Thoughts on global warming, Part I
Saturday, February 20th, 2010On many of the websites that I normally read, anyone who expresses the slightest hesitation about accepting apocalyptic anthropogenic global warming as an established fact is instantly condemned as a vile denialist, a heretic, really. No argument, no explanation, no discussion is allowed.
This upsets me, but it also makes me think long and hard about why I find it difficult to accept apocalyptic anthropogenic global warming as an established fact.
The first reason that I find this hard to accept is that, long before I ever even heard of anthropogenic global warming, I knew about the Medieval Warm Period and the Little Ice Age. I knew about the grapes that grew in Britain in the MWP and died in the LIA, about the Viking colony in Greenland that was planted during the MWP and disappeared in the LIA, about the villagers praying to God to stop the glaciers from destroying their villages, about the starvation that followed the repeated crop failures due to cold weather, about trees breaking apart when their sap froze. A claim that the Earth’s temperature had been absolutely rock steady (varying no more than 0.1 degree), and colder than today for a millennium was quite incredible.
Yet the claim continues to be made. I can see, I guess, how the average temperature of the entire planet could be fairly stable even if the land in the Northern hemisphere was experiencing severe cold weather.
One way would be if severe cold weather in the winter were offset by severe hot weather in the summer. This is not the explanation, however, because the eyewitnesses did not report unusually hot summers and, in any case, the glaciers were advancing. Glaciers advance because the snow that falls in the winter fails to melt in the summer. Severe hot weather in the summer would melt them back. In fact, both summers and winters were colder than normal.
Another way would be if the temperature of the rest of the world were absolutely steady. In that case, the Little Ice Age would be sort of like my holding a handful of ice cubes: the average temperature of my surface overall probably changes very little, but the hand that’s holding the ice definitely feels the cold. I think that’s what the climate alarmists contend.
I haven’t found any real explanation of how climate alarmists wave away the Medieval Warm Period and the Little Ice Age, other than the claim by the IPCC that the Northern hemisphere (including both the land and the oceans, I presume) at the depth of LIA was a mere degree cooler, on average, than it is today. But then, my google-fu is weak.

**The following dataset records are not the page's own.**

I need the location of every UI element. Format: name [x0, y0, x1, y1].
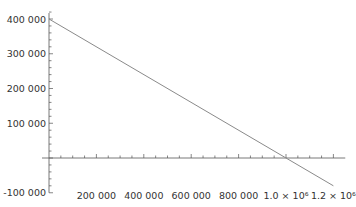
- tick-labels: 200 000400 000600 000800 0001.0 × 10⁶1.2…: [3, 14, 356, 202]
- y-tick-label: 300 000: [7, 48, 46, 59]
- y-tick-label: -100 000: [3, 187, 46, 198]
- y-tick-label: 100 000: [7, 118, 46, 129]
- chart: 200 000400 000600 000800 0001.0 × 10⁶1.2…: [0, 0, 356, 207]
- x-tick-label: 600 000: [172, 190, 211, 201]
- x-tick-label: 400 000: [124, 190, 163, 201]
- x-tick-label: 1.2 × 10⁶: [311, 190, 356, 201]
- x-tick-label: 200 000: [77, 190, 116, 201]
- y-tick-label: 400 000: [7, 14, 46, 25]
- series-line: [49, 19, 333, 186]
- x-tick-label: 800 000: [219, 190, 258, 201]
- y-tick-label: 200 000: [7, 83, 46, 94]
- x-tick-label: 1.0 × 10⁶: [263, 190, 308, 201]
- data-series: [49, 19, 333, 186]
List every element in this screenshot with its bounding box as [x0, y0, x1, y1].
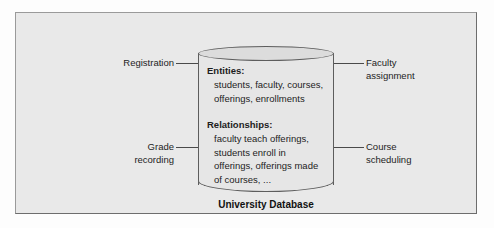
section-spacer	[207, 105, 325, 112]
connector-line-grade-recording	[176, 147, 199, 148]
callout-label-registration: Registration	[94, 57, 174, 70]
relationships-heading: Relationships:	[207, 118, 325, 132]
entities-list: students, faculty, courses, offerings, e…	[207, 78, 325, 105]
relationships-list: faculty teach offerings, students enroll…	[207, 132, 325, 186]
entities-heading: Entities:	[207, 64, 325, 78]
callout-label-faculty-assignment: Faculty assignment	[366, 57, 461, 82]
diagram-canvas: Registration Grade recording Faculty ass…	[0, 0, 494, 228]
database-cylinder-icon: Entities: students, faculty, courses, of…	[198, 46, 334, 192]
diagram-frame: Registration Grade recording Faculty ass…	[15, 12, 477, 214]
callout-label-grade-recording: Grade recording	[94, 141, 174, 166]
cylinder-content: Entities: students, faculty, courses, of…	[198, 58, 334, 186]
diagram-caption: University Database	[166, 199, 366, 210]
connector-line-course-scheduling	[334, 147, 364, 148]
connector-line-registration	[176, 63, 199, 64]
connector-line-faculty-assignment	[334, 63, 364, 64]
callout-label-course-scheduling: Course scheduling	[366, 141, 461, 166]
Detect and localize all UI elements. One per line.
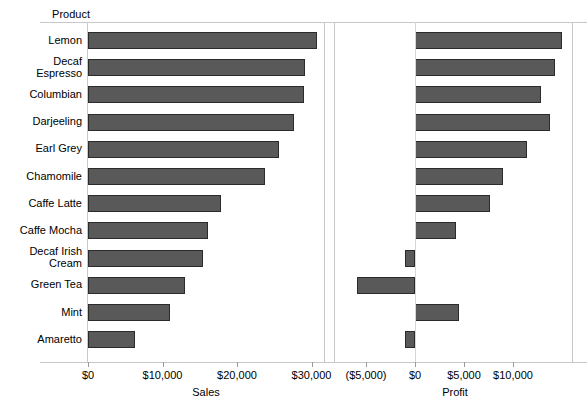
category-label: Decaf IrishCream	[0, 245, 82, 269]
bar-profit[interactable]	[415, 141, 527, 158]
category-label: Lemon	[0, 34, 82, 46]
axis-tick	[464, 362, 465, 367]
axis-tick-label: $10,000	[143, 369, 183, 382]
axis-tick-label: $20,000	[217, 369, 257, 382]
category-label: Caffe Mocha	[0, 224, 82, 236]
bar-profit[interactable]	[415, 222, 456, 239]
axis-title-profit: Profit	[442, 386, 468, 399]
category-label: Caffe Latte	[0, 197, 82, 209]
zero-reference-line	[415, 22, 416, 362]
bar-sales[interactable]	[88, 250, 203, 267]
bar-profit[interactable]	[415, 32, 562, 49]
bar-profit[interactable]	[415, 304, 459, 321]
bar-sales[interactable]	[88, 141, 279, 158]
axis-tick-label: $30,000	[292, 369, 332, 382]
axis-title-sales: Sales	[192, 386, 220, 399]
bar-sales[interactable]	[88, 86, 304, 103]
bar-sales[interactable]	[88, 168, 265, 185]
category-label: Amaretto	[0, 333, 82, 345]
dimension-field-label: Product	[28, 8, 90, 21]
category-label: Mint	[0, 306, 82, 318]
axis-tick	[237, 362, 238, 367]
category-label: Darjeeling	[0, 115, 82, 127]
axis-tick	[415, 362, 416, 367]
bar-sales[interactable]	[88, 32, 317, 49]
bar-profit[interactable]	[415, 168, 503, 185]
axis-tick-label: $0	[409, 369, 421, 382]
axis-tick-label: $5,000	[447, 369, 481, 382]
axis-tick-label: ($5,000)	[346, 369, 387, 382]
category-label: Earl Grey	[0, 142, 82, 154]
axis-tick	[513, 362, 514, 367]
axis-tick	[163, 362, 164, 367]
bar-profit[interactable]	[415, 195, 490, 212]
bar-profit[interactable]	[405, 331, 415, 348]
bar-profit[interactable]	[415, 59, 555, 76]
axis-tick	[88, 362, 89, 367]
category-label: Columbian	[0, 88, 82, 100]
axis-tick-label: $0	[82, 369, 94, 382]
axis-tick	[312, 362, 313, 367]
bar-sales[interactable]	[88, 114, 294, 131]
bar-sales[interactable]	[88, 222, 208, 239]
bar-chart: Product LemonDecafEspressoColumbianDarje…	[0, 0, 587, 419]
bar-sales[interactable]	[88, 195, 221, 212]
axis-tick-label: $10,000	[493, 369, 533, 382]
axis-baseline	[40, 362, 587, 363]
bar-profit[interactable]	[415, 114, 550, 131]
category-label: DecafEspresso	[0, 55, 82, 79]
bar-profit[interactable]	[415, 86, 541, 103]
bar-sales[interactable]	[88, 59, 305, 76]
category-label: Green Tea	[0, 278, 82, 290]
bar-sales[interactable]	[88, 277, 185, 294]
bar-sales[interactable]	[88, 331, 135, 348]
bar-sales[interactable]	[88, 304, 170, 321]
bar-profit[interactable]	[357, 277, 415, 294]
category-label: Chamomile	[0, 170, 82, 182]
axis-tick	[366, 362, 367, 367]
bar-profit[interactable]	[405, 250, 415, 267]
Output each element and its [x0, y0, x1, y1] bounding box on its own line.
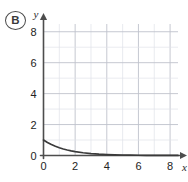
x-tick-label: 2	[72, 160, 78, 172]
y-tick-label: 0	[30, 150, 36, 162]
grid-lines	[44, 24, 179, 156]
x-tick-label: 6	[135, 160, 141, 172]
axes	[40, 13, 187, 159]
answer-choice-figure: B 02468 02468 x y	[0, 0, 188, 182]
y-tick-label: 2	[30, 119, 36, 131]
y-axis-tick-labels: 02468	[30, 26, 36, 162]
x-axis-label: x	[181, 161, 187, 173]
y-tick-label: 6	[30, 57, 36, 69]
data-series-curve	[44, 140, 179, 155]
y-tick-label: 8	[30, 26, 36, 38]
y-axis-arrowhead	[40, 13, 47, 20]
x-tick-label: 0	[40, 160, 46, 172]
x-axis-arrowhead	[180, 152, 187, 159]
y-tick-label: 4	[30, 88, 36, 100]
chart-svg: 02468 02468 x y	[0, 0, 188, 182]
x-tick-label: 8	[167, 160, 173, 172]
y-axis-label: y	[33, 8, 39, 20]
x-axis-tick-labels: 02468	[40, 160, 173, 172]
coordinate-plane-chart: 02468 02468 x y	[0, 0, 188, 182]
x-tick-label: 4	[104, 160, 110, 172]
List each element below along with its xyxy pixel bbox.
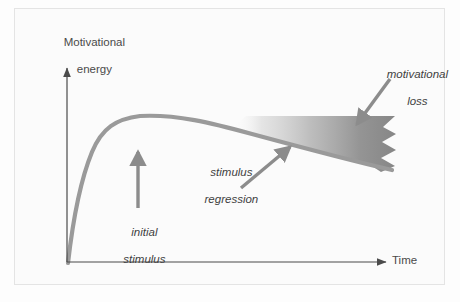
annotation-motivational-loss: motivational loss xyxy=(368,54,454,122)
annotation-initial-stimulus: initial stimulus xyxy=(102,212,174,280)
annotation-initial-stimulus-line1: initial xyxy=(131,226,157,238)
y-axis-title-line1: Motivational xyxy=(64,36,125,48)
annotation-stimulus-regression: stimulus regression xyxy=(186,152,264,220)
annotation-stimulus-regression-line2: regression xyxy=(205,193,259,205)
x-axis-title: Time xyxy=(392,254,417,268)
y-axis-title: Motivational energy xyxy=(42,22,134,90)
annotation-initial-stimulus-line2: stimulus xyxy=(123,253,165,265)
annotation-stimulus-regression-line1: stimulus xyxy=(210,166,252,178)
y-axis-title-line2: energy xyxy=(77,63,112,75)
figure-container: Motivational energy Time initial stimulu… xyxy=(0,0,460,302)
annotation-motivational-loss-line1: motivational xyxy=(387,68,448,80)
annotation-motivational-loss-line2: loss xyxy=(407,95,427,107)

However, there’s another problem with the claim that the world temperature was rock-steady for a millennium, despite trivial variation in the land areas of the Northern hemisphere, and that is the Maunder Minimum. This spanned the period from 1645 to 1715, and was a period when the Sun was very quiet, had few to no sunspots, and was thus cooler than normal. It seems … odd … that no part of the Earth except land areas of the Northern hemisphere would suffer any discernable decline in temperature during a seventy year period of less solar radiation.